* [Brief] Write out all records as given; omit images.
##### Records to process
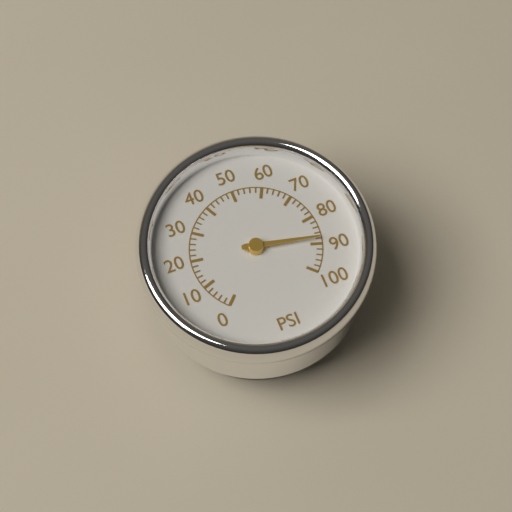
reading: 88 psi
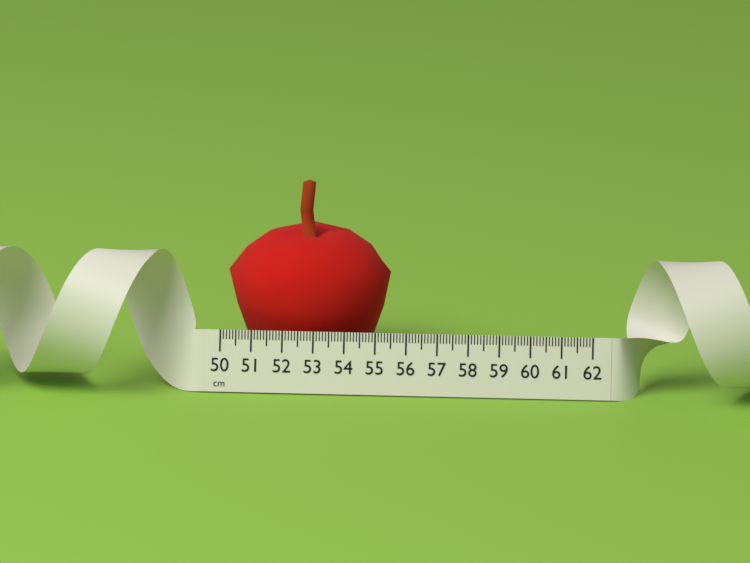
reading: 55.3 cm
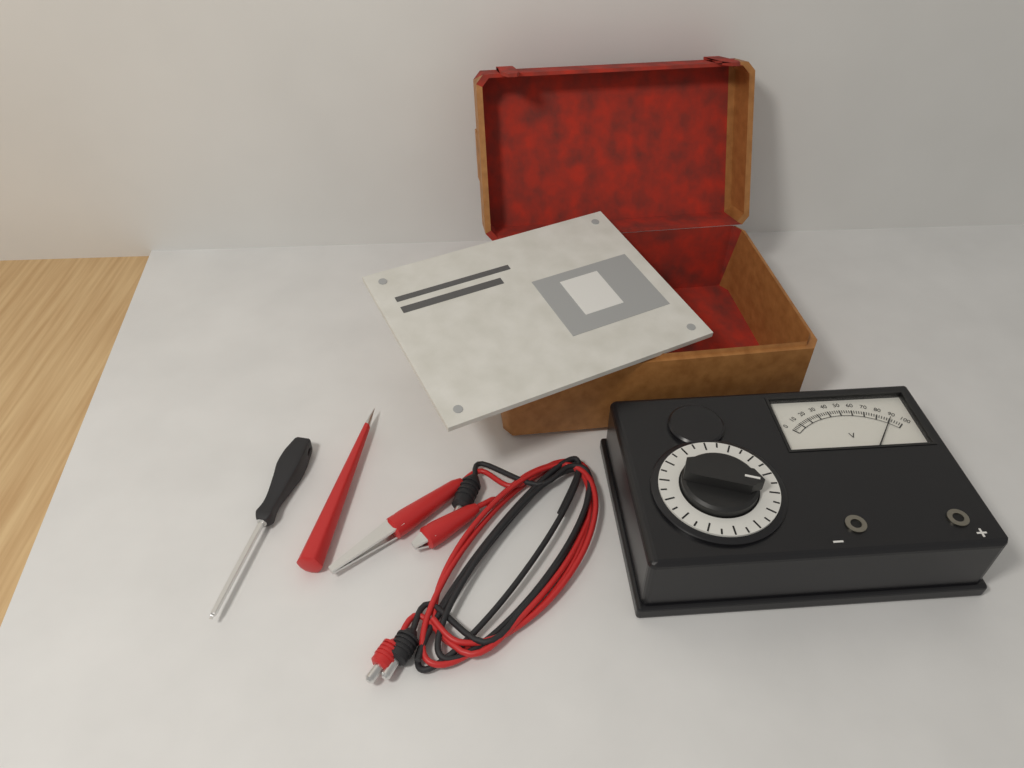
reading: 90 V
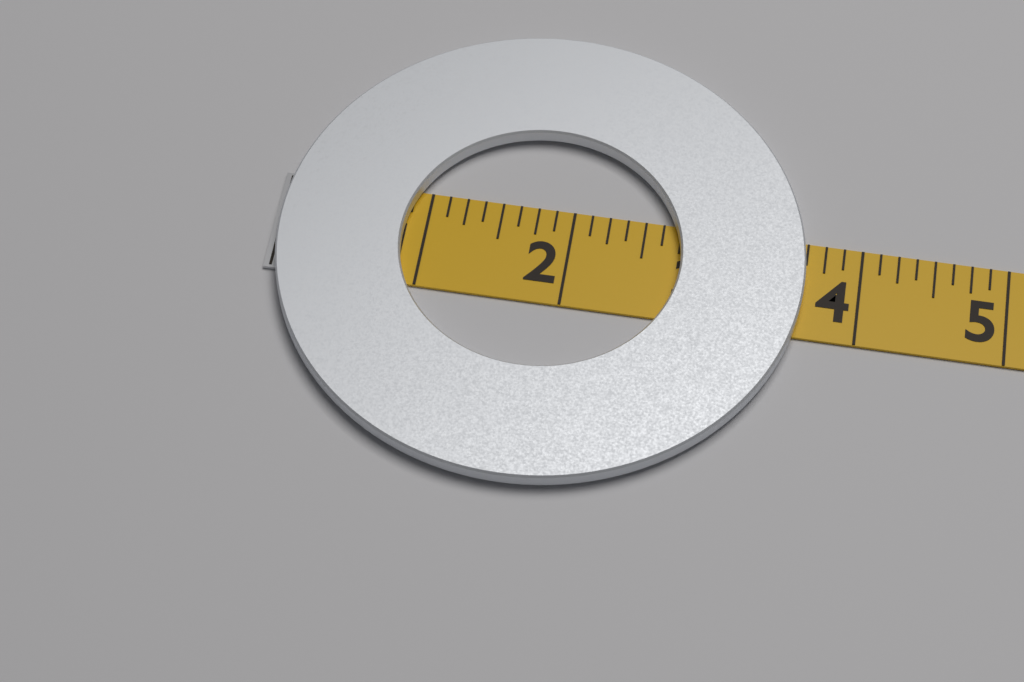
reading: 3.625 (no unit)
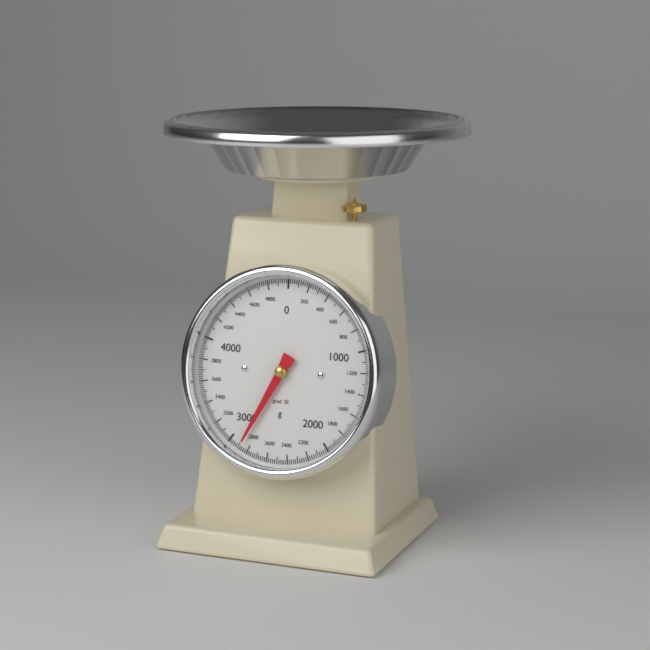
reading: 2880 g
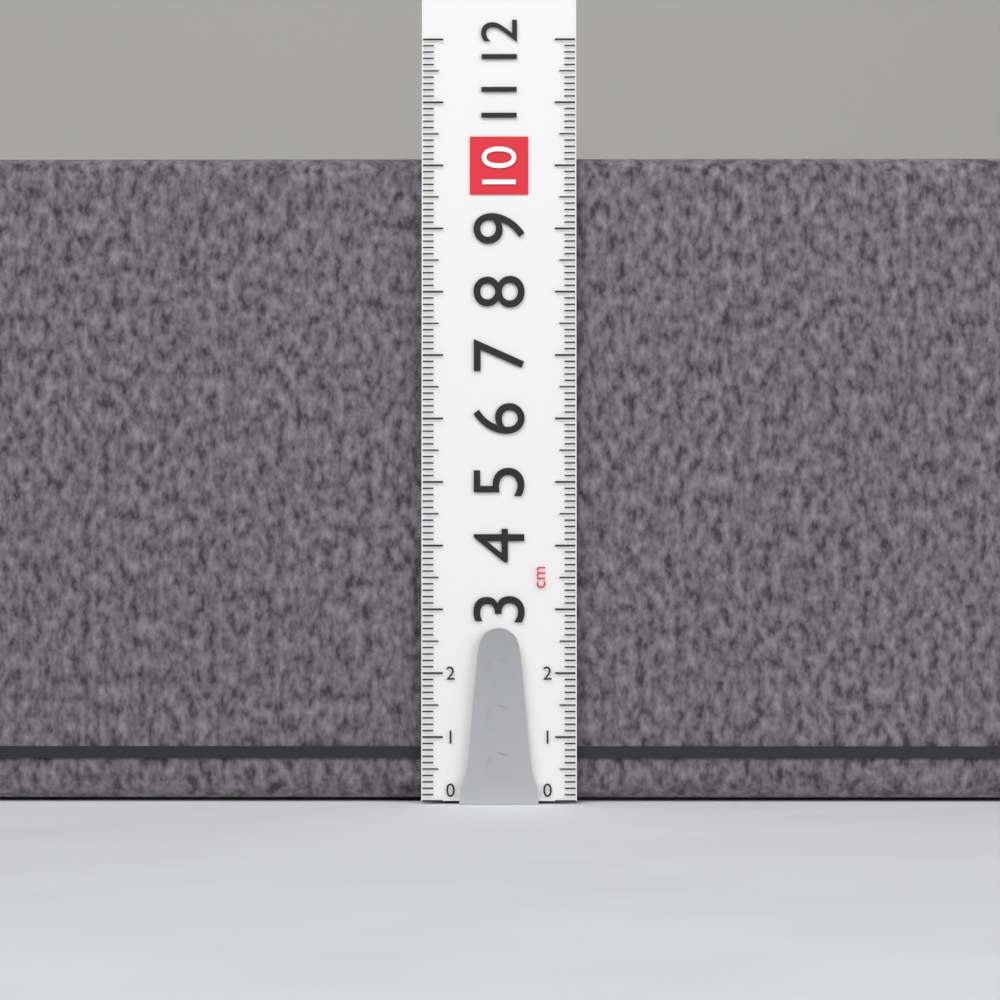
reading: 10.2 cm
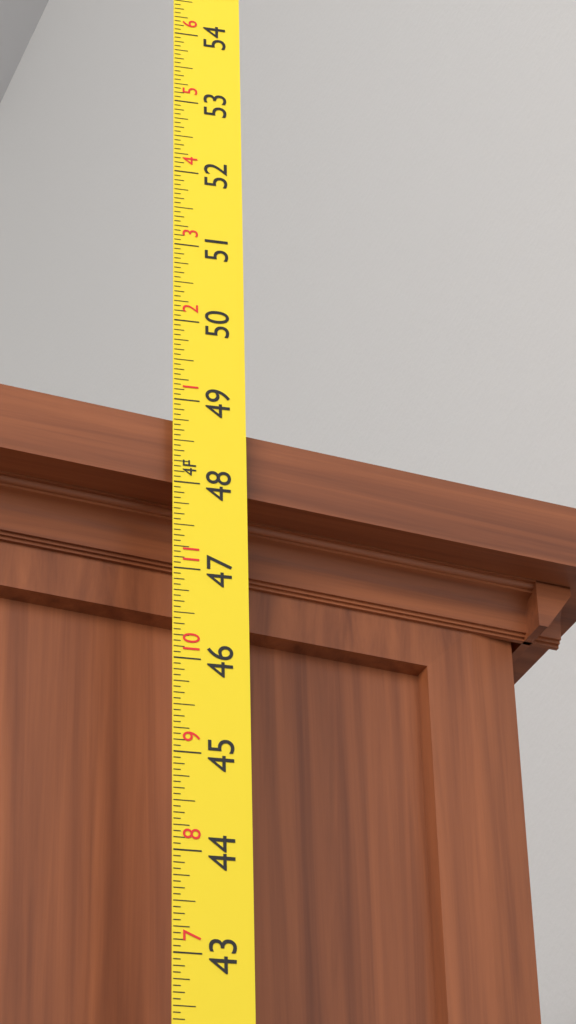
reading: 48.8125 in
##########
* [Task solution]
reading: 88 psi
reading: 55.3 cm
reading: 90 V
reading: 3.625 (no unit)
reading: 2880 g
reading: 10.2 cm
reading: 48.8125 in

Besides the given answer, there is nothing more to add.